From the plain governed by the country to the north, the contested region here is bordered by mountains, so I understand the almost mythic sense of gazing longfully at the mountains from the flatlands.  On the other hand, even the cities governed by the northern country on the border seem mostly to be marked by minarets.  

Several large fires visible along the route -- midsummer in the Balkans. 

Apolitical, as always, but "Thank you for your attention to this matter" is more than a little psychotic, as tweet perorations go.  

The accent, of course, is on the antepenult.  Perhaps the real point.

 Absolutely exhausted.  Walked around a bit, combining Google Maps with commonsense wandering to secure enough food for the next few meals, which is no mean feat in an ex-Yugoslav city on a Sunday night.  Between a few convenience stores and a late-night fried-things bakery that sold bread as well, sufficient grub secured, at around half the cost of a couple meals sourced from a proper grocery.  

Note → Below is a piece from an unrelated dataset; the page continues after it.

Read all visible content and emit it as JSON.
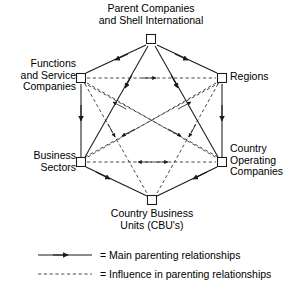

Very strong contrast, not only with the average American city (which, in fairness would me much less walkable) but also with the more Western countries to the east and the north.  It's basically the same logic as going to Wal-Mart all the time when I was working in outdoor dramas in Kentucky -- going to the distant places is much easier when you can handle support and supply issues quickly and efficiently.  The German hypermarkets were my base in the country to the east -- even in the largest cities.  When the means of securing necessities are clear and direct, the complexity can shift to where it's more profitable  -- the thinking, the making, the reading, the exploring, etc.